Caviar exports banned
Caviar exports by the world’s major producers have been temporarily halted by a United Nations panel.
It hopes to buy time for experts to find ways to reverse dwindling populations of threatened sturgeon – whose eggs provide the culinary delicacy.
Many sturgeon species are suffering “serious population declines”, the UN Convention on International Trade in Endangered Species of Wild Fauna and Flora (CITES) said yesterday.
Information from sturgeon-exporting countries bordering the Caspian and Black Seas, as well as the lower Danube and Heilongjiang-Amur rivers on the Chinese-Russian border indicates stocks are falling rapidly, CITES said.
Major caviar exporters include Russia, Kazakhstan, Azerbaijan, and Iran, which are all on the Caspian Sea, and Bulgaria and Romania, which border the Black Sea along with Russia. China is also a caviar exporter.
The ban covers exports from the major sturgeon-exporting countries, said CITES, which regulates legal caviar exports through an international system of permits.
The Caspian Sea produces the sturgeon said to be the world’s highest quality. The countries bordering the Caspian Sea account for 80% of the global caviar trade.
The UN body said the restrictions on the world caviar trade were temporary to permit exporting nations to show they are not driving the species to extinction and are taking steps to preserve the source of the delicacy.

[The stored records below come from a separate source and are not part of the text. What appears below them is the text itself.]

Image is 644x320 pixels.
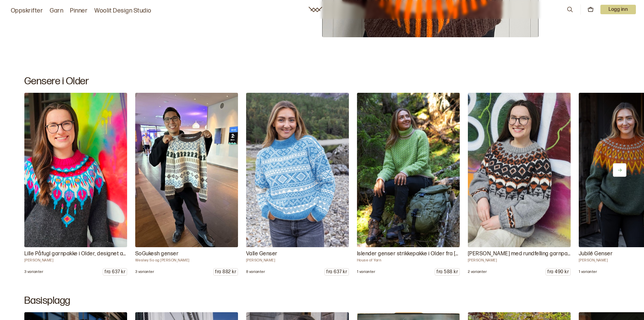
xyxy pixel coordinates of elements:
img: Hrönn Jónsdóttir DG 489 - 01 Vi har oppskrift og garnpakke til Valle Genser fra House of Yarn. Ge... [246,93,349,247]
a: House of Yarn DG 463-17B Vi har heldigital oppskrift, garnpakke og ikke minst flinke strikkere so... [357,93,460,276]
p: 3 varianter [135,269,154,274]
p: fra 882 kr [214,269,238,275]
p: Logg inn [600,5,636,14]
a: Weslwy So og Dommarju Gukesh So - Gukesh Denne genseren er designet av Wesley So og Dommaraju Guk... [135,93,238,276]
p: fra 637 kr [325,269,349,275]
p: SoGukesh genser [135,250,238,258]
img: Linka Neumann Lille Påfugl Vi har garnpakke til Linka Neumanns vakre Lille Påfugl. Vi gjør opzmer... [24,93,127,247]
p: [PERSON_NAME] [24,258,127,263]
img: Weslwy So og Dommarju Gukesh So - Gukesh Denne genseren er designet av Wesley So og Dommaraju Guk... [135,93,238,247]
p: 1 varianter [579,269,597,274]
p: [PERSON_NAME] med rundfelling garnpakke i Older [468,250,571,258]
button: User dropdown [600,5,636,14]
p: Islender genser strikkepakke i Older fra [PERSON_NAME] [357,250,460,258]
p: 3 varianter [24,269,43,274]
img: Linka Neumann Enkeltoppskrifter Vi har heldigital oppskrift og strikkepakke til Matoaka med rundf... [468,93,571,247]
h2: Basisplagg [24,294,620,307]
p: fra 588 kr [435,269,459,275]
a: Linka Neumann Lille Påfugl Vi har garnpakke til Linka Neumanns vakre Lille Påfugl. Vi gjør opzmer... [24,93,127,276]
p: House of Yarn [357,258,460,263]
a: Linka Neumann Enkeltoppskrifter Vi har heldigital oppskrift og strikkepakke til Matoaka med rundf... [468,93,571,276]
p: fra 490 kr [546,269,571,275]
a: Woolit [309,7,322,12]
p: 2 varianter [468,269,487,274]
p: [PERSON_NAME] [468,258,571,263]
p: [PERSON_NAME] [246,258,349,263]
a: Hrönn Jónsdóttir DG 489 - 01 Vi har oppskrift og garnpakke til Valle Genser fra House of Yarn. Ge... [246,93,349,276]
img: House of Yarn DG 463-17B Vi har heldigital oppskrift, garnpakke og ikke minst flinke strikkere so... [357,93,460,247]
a: Oppskrifter [11,6,43,16]
p: 8 varianter [246,269,265,274]
a: Pinner [70,6,87,16]
h2: Gensere i Older [24,75,620,87]
p: 1 varianter [357,269,375,274]
p: Lille Påfugl garnpakke i Older, designet av [PERSON_NAME] [24,250,127,258]
p: Valle Genser [246,250,349,258]
a: Garn [50,6,63,16]
p: Weslwy So og [PERSON_NAME] [135,258,238,263]
a: Woolit Design Studio [95,6,151,16]
p: fra 637 kr [103,269,127,275]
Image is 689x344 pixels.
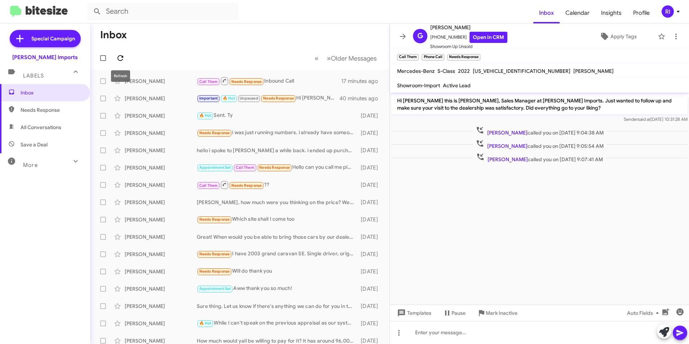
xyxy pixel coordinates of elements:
[125,285,197,292] div: [PERSON_NAME]
[231,79,262,84] span: Needs Response
[197,76,341,85] div: Inbound Call
[10,30,81,47] a: Special Campaign
[263,96,294,100] span: Needs Response
[197,198,357,206] div: [PERSON_NAME], how much were you thinking on the price? We use Market-Based pricing for like equi...
[21,124,61,131] span: All Conversations
[395,306,431,319] span: Templates
[21,141,48,148] span: Save a Deal
[437,68,455,74] span: S-Class
[223,96,235,100] span: 🔥 Hot
[125,302,197,309] div: [PERSON_NAME]
[417,30,423,42] span: G
[31,35,75,42] span: Special Campaign
[357,302,384,309] div: [DATE]
[199,113,211,118] span: 🔥 Hot
[197,147,357,154] div: hello i spoke to [PERSON_NAME] a while back. i ended up purchasing a white one out of [GEOGRAPHIC...
[443,82,470,89] span: Active Lead
[391,94,687,114] p: Hi [PERSON_NAME] this is [PERSON_NAME], Sales Manager at [PERSON_NAME] Imports. Just wanted to fo...
[397,68,434,74] span: Mercedes-Benz
[397,54,419,61] small: Call Them
[199,286,231,291] span: Appointment Set
[638,116,650,122] span: said at
[197,284,357,292] div: Aww thank you so much!
[357,250,384,258] div: [DATE]
[357,129,384,137] div: [DATE]
[469,32,507,43] a: Open in CRM
[12,54,78,61] div: [PERSON_NAME] Imports
[125,95,197,102] div: [PERSON_NAME]
[390,306,437,319] button: Templates
[473,152,605,163] span: called you on [DATE] 9:07:41 AM
[125,198,197,206] div: [PERSON_NAME]
[430,43,507,50] span: Showroom Up Unsold
[23,162,38,168] span: More
[199,183,218,188] span: Call Them
[357,319,384,327] div: [DATE]
[471,306,523,319] button: Mark Inactive
[199,79,218,84] span: Call Them
[125,268,197,275] div: [PERSON_NAME]
[197,94,340,102] div: Hi [PERSON_NAME], I hope that you are doing well. I received a job offer in the [GEOGRAPHIC_DATA]...
[430,23,507,32] span: [PERSON_NAME]
[197,111,357,120] div: Sent. Ty
[197,180,357,189] div: ??
[197,215,357,223] div: Which site shall I come too
[447,54,480,61] small: Needs Response
[627,3,655,23] a: Profile
[327,54,331,63] span: »
[197,267,357,275] div: Will do thank you
[357,147,384,154] div: [DATE]
[310,51,323,66] button: Previous
[397,82,440,89] span: Showroom-Import
[23,72,44,79] span: Labels
[357,164,384,171] div: [DATE]
[357,112,384,119] div: [DATE]
[357,233,384,240] div: [DATE]
[125,216,197,223] div: [PERSON_NAME]
[581,30,654,43] button: Apply Tags
[199,269,230,273] span: Needs Response
[111,70,130,82] div: Refresh
[627,306,661,319] span: Auto Fields
[357,268,384,275] div: [DATE]
[199,130,230,135] span: Needs Response
[559,3,595,23] a: Calendar
[655,5,681,18] button: RI
[621,306,667,319] button: Auto Fields
[197,129,357,137] div: i was just running numbers. i already have someone i work with. thank you!
[125,164,197,171] div: [PERSON_NAME]
[473,126,606,136] span: called you on [DATE] 9:04:38 AM
[240,96,258,100] span: Unpaused
[473,68,570,74] span: [US_VEHICLE_IDENTIFICATION_NUMBER]
[199,165,231,170] span: Appointment Set
[623,116,687,122] span: Sender [DATE] 10:31:28 AM
[331,54,376,62] span: Older Messages
[486,306,517,319] span: Mark Inactive
[236,165,254,170] span: Call Them
[322,51,381,66] button: Next
[610,30,636,43] span: Apply Tags
[533,3,559,23] a: Inbox
[487,143,527,149] span: [PERSON_NAME]
[21,106,82,113] span: Needs Response
[231,183,262,188] span: Needs Response
[125,77,197,85] div: [PERSON_NAME]
[341,77,384,85] div: 17 minutes ago
[595,3,627,23] a: Insights
[125,181,197,188] div: [PERSON_NAME]
[125,319,197,327] div: [PERSON_NAME]
[125,233,197,240] div: [PERSON_NAME]
[87,3,238,20] input: Search
[125,129,197,137] div: [PERSON_NAME]
[458,68,470,74] span: 2022
[487,156,528,162] span: [PERSON_NAME]
[197,250,357,258] div: I have 2003 grand caravan SE. Single driver, original 96k miles
[357,216,384,223] div: [DATE]
[197,319,357,327] div: While I can't speak on the previous appraisal as our system doesn't save the data that far back, ...
[259,165,290,170] span: Needs Response
[314,54,318,63] span: «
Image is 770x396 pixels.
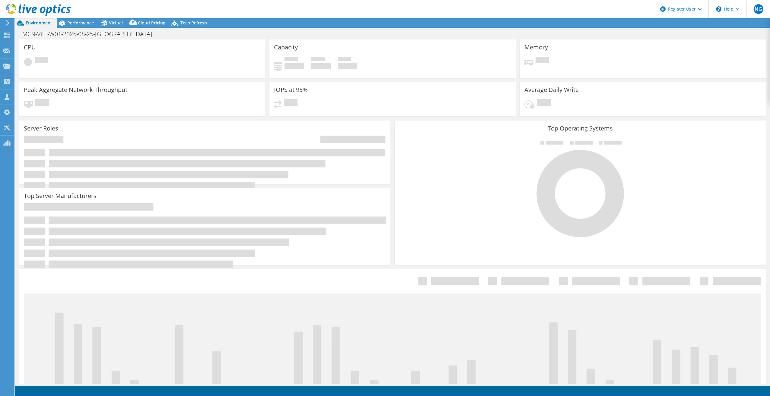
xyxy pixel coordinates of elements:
h4: 0 GiB [338,63,357,69]
h3: CPU [24,44,36,51]
span: Total [338,57,351,63]
h1: MCN-VCF-W01-2025-08-25-[GEOGRAPHIC_DATA] [20,31,161,37]
h3: Server Roles [24,125,58,132]
h3: Capacity [274,44,298,51]
span: Pending [35,99,49,107]
span: Free [311,57,325,63]
span: Pending [537,99,551,107]
span: Virtual [109,20,123,26]
h4: 0 GiB [284,63,304,69]
span: Pending [284,99,297,107]
span: Tech Refresh [180,20,207,26]
span: Environment [26,20,52,26]
h3: Memory [524,44,548,51]
span: Pending [535,57,549,65]
h3: IOPS at 95% [274,87,308,93]
span: Pending [35,57,48,65]
span: Used [284,57,298,63]
h3: Top Server Manufacturers [24,193,97,199]
span: NG [754,4,763,14]
span: Cloud Pricing [138,20,165,26]
h3: Peak Aggregate Network Throughput [24,87,127,93]
h3: Top Operating Systems [399,125,761,132]
h4: 0 GiB [311,63,331,69]
span: Performance [67,20,94,26]
svg: \n [716,6,721,12]
h3: Average Daily Write [524,87,579,93]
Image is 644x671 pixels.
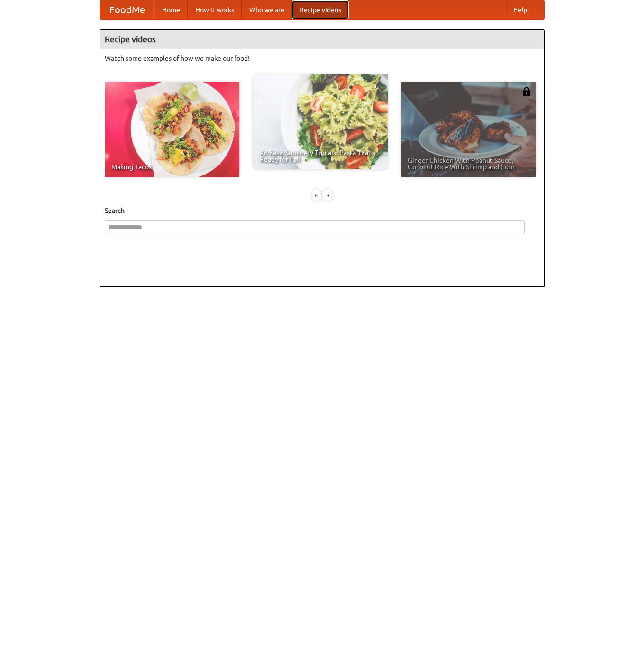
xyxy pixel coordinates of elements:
a: FoodMe [100,1,155,20]
p: Watch some examples of how we make our food! [104,54,540,63]
div: « [312,189,321,201]
a: Home [155,1,188,20]
a: An Easy, Summery Tomato Pasta That's Ready for Fall [253,75,388,170]
h4: Recipe videos [100,30,545,49]
a: Who we are [242,1,292,20]
a: How it works [188,1,242,20]
img: 483408.png [522,87,531,96]
a: Recipe videos [292,1,349,20]
div: » [324,189,332,201]
a: Help [506,1,535,20]
span: Making Tacos [111,164,233,170]
span: An Easy, Summery Tomato Pasta That's Ready for Fall [260,149,381,162]
a: Making Tacos [104,82,240,177]
h5: Search [104,206,540,215]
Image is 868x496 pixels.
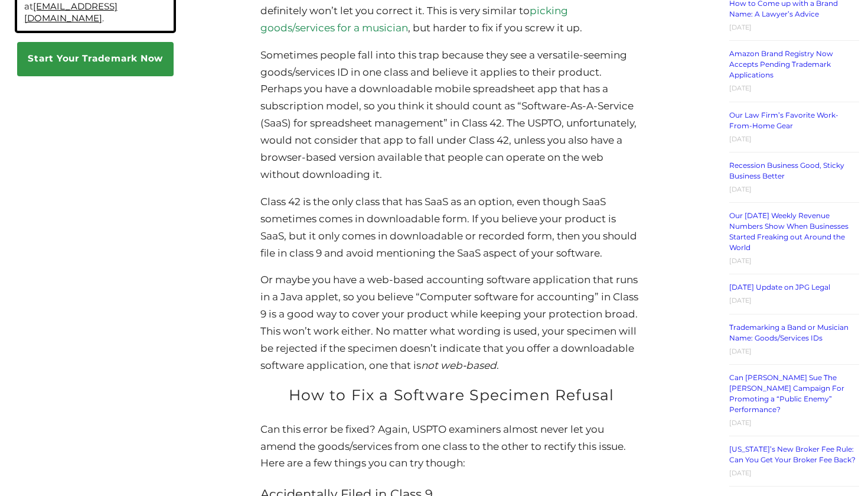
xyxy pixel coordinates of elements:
a: Start Your Trademark Now [17,42,174,76]
h2: How to Fix a Software Specimen Refusal [260,384,643,406]
a: Our [DATE] Weekly Revenue Numbers Show When Businesses Started Freaking out Around the World [729,211,849,252]
time: [DATE] [729,256,751,264]
a: picking goods/services for a musician [260,5,568,34]
p: Or maybe you have a web-based accounting software application that runs in a Java applet, so you ... [260,271,643,373]
em: not web-based [420,359,496,371]
p: Sometimes people fall into this trap because they see a versatile-seeming goods/services ID in on... [260,46,643,183]
time: [DATE] [729,346,751,355]
p: Can this error be fixed? Again, USPTO examiners almost never let you amend the goods/services fro... [260,421,643,472]
a: [EMAIL_ADDRESS][DOMAIN_NAME] [24,1,117,24]
a: Can [PERSON_NAME] Sue The [PERSON_NAME] Campaign For Promoting a “Public Enemy” Performance? [729,373,844,413]
time: [DATE] [729,418,751,427]
time: [DATE] [729,84,751,92]
p: Class 42 is the only class that has SaaS as an option, even though SaaS sometimes comes in downlo... [260,193,643,262]
time: [DATE] [729,23,751,31]
a: Our Law Firm’s Favorite Work-From-Home Gear [729,111,838,130]
a: Trademarking a Band or Musician Name: Goods/Services IDs [729,323,849,342]
time: [DATE] [729,468,751,477]
a: Recession Business Good, Sticky Business Better [729,161,844,180]
a: [US_STATE]’s New Broker Fee Rule: Can You Get Your Broker Fee Back? [729,444,855,464]
time: [DATE] [729,134,751,143]
a: [DATE] Update on JPG Legal [729,282,830,292]
a: Amazon Brand Registry Now Accepts Pending Trademark Applications [729,49,833,79]
time: [DATE] [729,185,751,193]
time: [DATE] [729,296,751,304]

Countries wishing to export sturgeon products “must demonstrate that their proposed catch and export quotas reflect current population trends and are sustainable”, said Willem Wijnstekers, secretary-general of CITES.
“Governments need to fully implement the measures that they have agreed to ensure that the exploitation of sturgeon stocks is commercially and environmentally sustainable over the long term,” Mr Wijnstekers added.
CITES said it “remains hopeful” that the exporting countries will take the necessary measures, which may allow international trade to resume.
CITES’ 169 member countries have set strict conditions for permitting caviar exports. Countries sharing fishing grounds must agree among themselves on catch and export quotas based on scientific surveys of the stocks.
The Geneva-based UN body imposed a ban on caviar trade from the Caspian Sea for one year starting in 2001, but allowed sales to resume the next year because of rising sturgeon stocks.
In another restriction, CITES imposed annual quotas on caviar exports – some 250,000lb in 2004, down from about 320,000lb in 2003 – but environmentalists say that has not prevented the sturgeon’s decline.
The conservation group WWF welcomed the CITES decision, noting that caviar importers such as the US and European Union need to ensure the legality of the goods they bring in.
More than 25,000lb of illegal caviar was seized in Europe during the last five years, but a much greater amount of smuggled sturgeon eggs was sold on the street and in restaurants, according to WWF and the Britain-based conservation group TRAFFIC.
WWF’s Susan Lieberman said: “Sturgeon have been in dire straits for some time and it has been clear that something drastic had to be done to stop the rampant trade in illegal caviar.”
Since beluga sturgeon take 15 years to reach maturity, they reproduce slowly and their population is more vulnerable to overfishing.